Table 1. Sixteen Patients Were Enrolled
The table shows gender, age, location of port wine stain, lobes involved by angioma on MRI, and motor category. G = gender; PWS = port wine stain location; R = right; L = left; T = temporal; F = frontal; O = occipital; P = parietal; s = superior.
∗Child was not able to follow the instructions during the motor assessment and, therefore, did not provide a motor score.
**Purdue and Grooved Pegboard T-scores. (1) T-score within 2 SDs of the normative mean (>30); (2) between 2 and 3 SDs below the normative mean (between 20 and 30); (3) >3 SDs below the normative mean (<20); and (4) child unable to place pegs and thus cannot be scored due to paresis.
Figure 1. . Localization of the voxels and selected spectra obtained from a 1.8-year-old child (patient 3) with a right-sided posterior angioma (see left upper panel showing the corresponding plane of postcontrast MRI, demonstrating mild posterior contrast enhancement; arrows). Spectra were acquired using a standard 2D PRESS pulse sequence with field of view of 200 × 200 mm2. Saturation bands are shown. In order to avoid
lipid contamination particularly from the scalp, outer voxels were excluded. At least 3 adjacent voxels belonging to predominantly gray matter or predominantly white matter from a particular lobe were averaged. The upper spectra (1 and 2) were obtained from the frontal lobe gray matter, which showed decreased NAA on the right side as compared to the left. The lower spectra (3 and 4) were obtained from the parietal lobe white matter also demonstrating decreased NAA on the right side as compared to the left side.

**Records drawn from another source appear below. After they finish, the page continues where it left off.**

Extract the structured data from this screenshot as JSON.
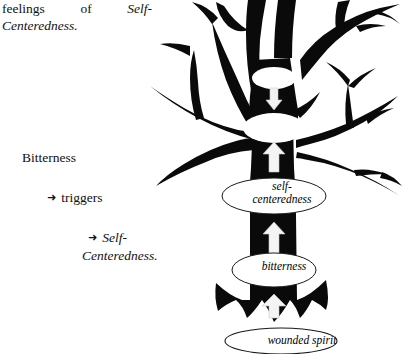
{
  "page": {
    "background_color": "#ffffff",
    "ink_color": "#000000"
  },
  "text_column": {
    "paragraph": {
      "line1_words": [
        "feelings",
        "of",
        "Self-"
      ],
      "line2": "Centeredness."
    },
    "chain": {
      "root_word": "Bitterness",
      "items": [
        {
          "bullet": "arrow-right-glyph",
          "label": "triggers"
        },
        {
          "bullet": "arrow-right-glyph",
          "label": "Self-",
          "label_continued": "Centeredness."
        }
      ]
    },
    "arrow_glyph": "➜"
  },
  "diagram": {
    "type": "tree-silhouette",
    "caption_labels": [
      {
        "name": "self-centeredness",
        "text": "self-",
        "text2": "centeredness"
      },
      {
        "name": "bitterness",
        "text": "bitterness"
      },
      {
        "name": "wounded-spirit",
        "text": "wounded spirit"
      }
    ],
    "self_centeredness_label": {
      "line1": "self-",
      "line2": "centeredness"
    },
    "bitterness_label": "bitterness",
    "wounded_spirit_label": "wounded spirit",
    "flow_arrows": 3,
    "empty_nodes": 2
  }
}
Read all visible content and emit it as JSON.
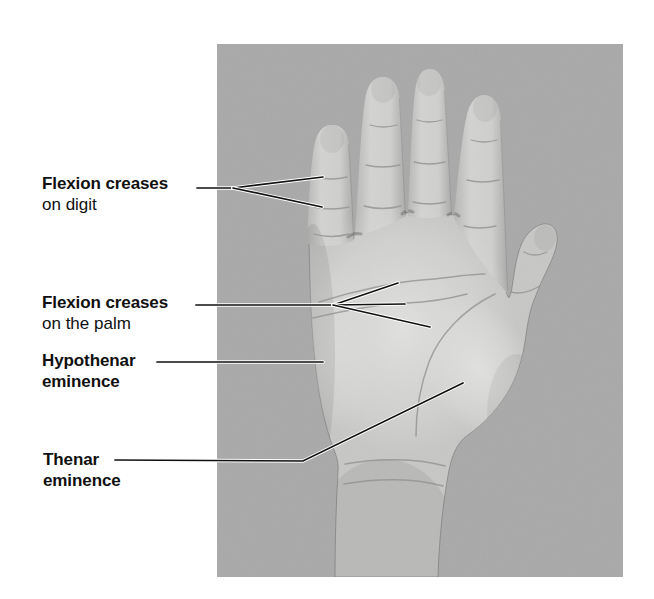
{
  "figure": {
    "type": "labeled-anatomical-photo",
    "background_color": "#ffffff",
    "photo": {
      "background_color": "#a9a9a9",
      "x": 217,
      "y": 44,
      "width": 406,
      "height": 533,
      "description": "Photograph of a hand, palm facing viewer, fingers extended upward, thumb on the right"
    },
    "labels": [
      {
        "name": "flexion-creases-digit",
        "x": 42,
        "y": 173,
        "lines": [
          {
            "text": "Flexion creases",
            "bold": true
          },
          {
            "text": "on digit",
            "bold": false
          }
        ]
      },
      {
        "name": "flexion-creases-palm",
        "x": 42,
        "y": 292,
        "lines": [
          {
            "text": "Flexion creases",
            "bold": true
          },
          {
            "text": "on the palm",
            "bold": false
          }
        ]
      },
      {
        "name": "hypothenar-eminence",
        "x": 42,
        "y": 350,
        "lines": [
          {
            "text": "Hypothenar",
            "bold": true
          },
          {
            "text": "eminence",
            "bold": true
          }
        ]
      },
      {
        "name": "thenar-eminence",
        "x": 43,
        "y": 449,
        "lines": [
          {
            "text": "Thenar",
            "bold": true
          },
          {
            "text": "eminence",
            "bold": true
          }
        ]
      }
    ],
    "leaders": [
      {
        "name": "leader-flexion-creases-digit",
        "color": "#111111",
        "segments": [
          [
            [
              197,
              188
            ],
            [
              233,
              188
            ]
          ],
          [
            [
              233,
              188
            ],
            [
              323,
              177
            ]
          ],
          [
            [
              233,
              188
            ],
            [
              322,
              207
            ]
          ]
        ]
      },
      {
        "name": "leader-flexion-creases-palm",
        "color": "#111111",
        "segments": [
          [
            [
              196,
              305
            ],
            [
              333,
              305
            ]
          ],
          [
            [
              333,
              305
            ],
            [
              398,
              283
            ]
          ],
          [
            [
              333,
              305
            ],
            [
              405,
              304
            ]
          ],
          [
            [
              333,
              305
            ],
            [
              430,
              327
            ]
          ]
        ]
      },
      {
        "name": "leader-hypothenar-eminence",
        "color": "#111111",
        "segments": [
          [
            [
              157,
              362
            ],
            [
              323,
              362
            ]
          ]
        ]
      },
      {
        "name": "leader-thenar-eminence",
        "color": "#111111",
        "segments": [
          [
            [
              115,
              460
            ],
            [
              303,
              461
            ],
            [
              463,
              383
            ]
          ]
        ]
      }
    ]
  }
}
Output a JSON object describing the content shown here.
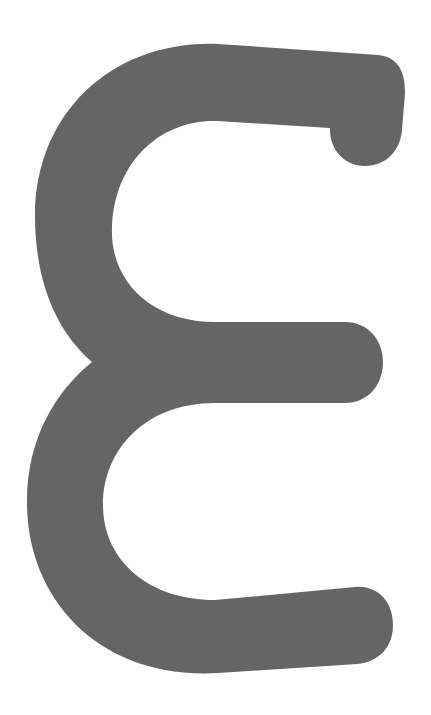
{
  "glyph": {
    "character": "ε",
    "name": "Greek small letter epsilon",
    "fill_color": "#656565",
    "background_color": "#ffffff"
  }
}
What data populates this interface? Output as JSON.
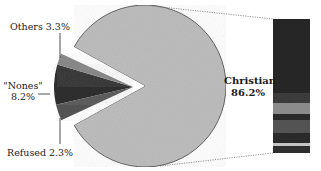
{
  "chart_data": {
    "type": "pie",
    "title": "",
    "slices": [
      {
        "label": "Christian",
        "value": 86.2,
        "display": "86.2%",
        "color": "#bdbdbd",
        "exploded": false
      },
      {
        "label": "\"Nones\"",
        "value": 8.2,
        "display": "8.2%",
        "color": "#2e2e2e",
        "exploded": true
      },
      {
        "label": "Others",
        "value": 3.3,
        "display": "3.3%",
        "color": "#555555",
        "exploded": true
      },
      {
        "label": "Refused",
        "value": 2.3,
        "display": "2.3%",
        "color": "#8a8a8a",
        "exploded": true
      }
    ],
    "breakdown_bar": {
      "of": "Christian",
      "segments_colors_top_to_bottom": [
        "#262626",
        "#3d3d3d",
        "#8e8e8e",
        "#2b2b2b",
        "#555555",
        "#2b2b2b",
        "#c8c8c8",
        "#303030"
      ],
      "segment_labels": []
    },
    "legend": "none",
    "grid": false
  },
  "labels": {
    "others": "Others 3.3%",
    "nones_name": "\"Nones\"",
    "nones_value": "8.2%",
    "refused": "Refused 2.3%",
    "christian_name": "Christian",
    "christian_value": "86.2%"
  }
}
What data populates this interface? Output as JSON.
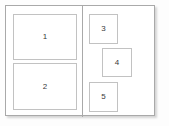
{
  "diagram": {
    "type": "layout-wireframe",
    "canvas": {
      "width": 169,
      "height": 126,
      "background_color": "#fdfdfd"
    },
    "frame": {
      "border_color": "#a9a9a9",
      "fill_color": "#ffffff",
      "shadow": true
    },
    "divider": {
      "orientation": "vertical",
      "color": "#a9a9a9"
    },
    "box_style": {
      "border_color": "#c2c2c2",
      "fill_color": "#ffffff",
      "label_color": "#3a3a3a"
    },
    "columns": [
      {
        "name": "left-column",
        "boxes": [
          {
            "label": "1",
            "x": 7,
            "y": 8,
            "width": 64,
            "height": 46
          },
          {
            "label": "2",
            "x": 7,
            "y": 57,
            "width": 64,
            "height": 47
          }
        ]
      },
      {
        "name": "right-column",
        "boxes": [
          {
            "label": "3",
            "x": 83,
            "y": 8,
            "width": 29,
            "height": 30
          },
          {
            "label": "4",
            "x": 96,
            "y": 42,
            "width": 30,
            "height": 29
          },
          {
            "label": "5",
            "x": 83,
            "y": 76,
            "width": 29,
            "height": 30
          }
        ]
      }
    ]
  }
}
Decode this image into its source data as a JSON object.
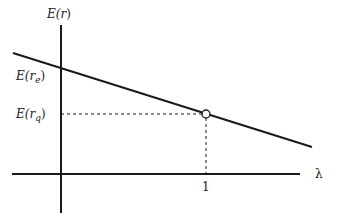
{
  "diagram": {
    "y_axis_label": "E(r)",
    "x_axis_label": "λ",
    "intercept_label": "E(r_e)",
    "point_label": "E(r_q)",
    "x_tick_label": "1",
    "colors": {
      "stroke": "#1a1a1a",
      "background": "#ffffff"
    }
  },
  "labels": {
    "y_axis": {
      "main": "E(",
      "var": "r",
      "close": ")"
    },
    "intercept": {
      "main": "E(",
      "var": "r",
      "sub": "e",
      "close": ")"
    },
    "point": {
      "main": "E(",
      "var": "r",
      "sub": "q",
      "close": ")"
    },
    "x_axis": "λ",
    "tick": "1"
  }
}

Neuropsychological Testing

Motor and intellectual functioning were assessed via neuropsychological evaluation by licensed neuropsychologists (MB and EH) who were blind to all neuroimaging results. Purdue Pegboard was used to assess manual dexterity in children below 5 years of age, and Grooved Pegboard to assess motor function in participants above 5 years. The motor assessment yielded a standardized motor T-score, which was categorized as follows: (1) T-score within 2 SDs of the normative mean (T-score >30); (2) between 2 and 3 SDs below the normative mean (between 20 and 30); (3) >3 SDs below the normative mean; and (4) child unable to place pegs and thus cannot be scored due to paresis. One child (patient 14, Table 1) was unable to follow the instructions for the task and was not included in analyses involving motor data.

Assessment of Seizure Variables

Two seizure-related variables were calculated: age at seizure onset, which was defined by the age at the first seizure episode reported by the parents or legal guardians; duration of epilepsy, defined by the difference between age at MRI scanning and age at seizure onset.

Study design and statistical analysis

Statistical analysis was performed using SPSS version 11.5 (SPSS Inc, Chicago, IL, USA). First, NAA and choline asymmetry ratios (ipsilateral/contralateral to the angioma) were compared between the posterior and frontal lobe regions using paired t-tests. Subsequently, age and MRSI values between children with frontal lobe involvement on structural MRI versus those with no apparent frontal lobe involvement (no leptomeningeal enhancement, no signs of evident atrophy, or any other structural abnormality on conventional MRI, as evaluated by two of the authors who were not aware of the MRS findings at the time of the assessment) were compared, using unpaired t-tests. To determine if clinical seizure variables (age at seizure onset, duration of epilepsy) correlate with MRSI variables, Pearson’s correlations were performed, and the P values were corrected for multiple comparisons using the Bonferroni method. In addition, to find predictors of motor functions, Spearman’s correlations were performed with age, clinical seizure variables, and MRSI variables as potential predictors and motor categories as the outcome. Subsequently, significant predictors (corrected for multiple comparisons) in these correlations were entered in an ordinal regression analysis to identify independent predictors of motor function. P values less than .05 (after correction for multiple comparisons, where applicable) were considered to be significant. In addition to group analyses, individual patients with abnormal NAA and/or choline were identified when these values showed ≥10% asymmetry between ipsi- and contralateral homotopic regions. This cutoff threshold was selected based on previous reports showing that NAA and choline values show less than 10% asymmetry in various brain regions in both adult and pediatric populations.16,17

Results

NAA and choline abnormalities in the anterior versus posterior region: In the whole group, NAA asymmetry values in the gray and white matter were lower in the posterior region compared to the frontal lobe, although the difference did not reach significance (.81 + .17 vs. .89 + .12, for gray matter, P = .1; .89 + .15 vs. .95 + .13, for white matter, P = .3). Also, choline asymmetries showed no significant difference between the posterior and frontal regions (gray matter: posterior 1.21 + .3 vs. frontal 1.16 + .33; white matter: posterior 1.07 +.19 vs. frontal 1.06 + .17; P > .5).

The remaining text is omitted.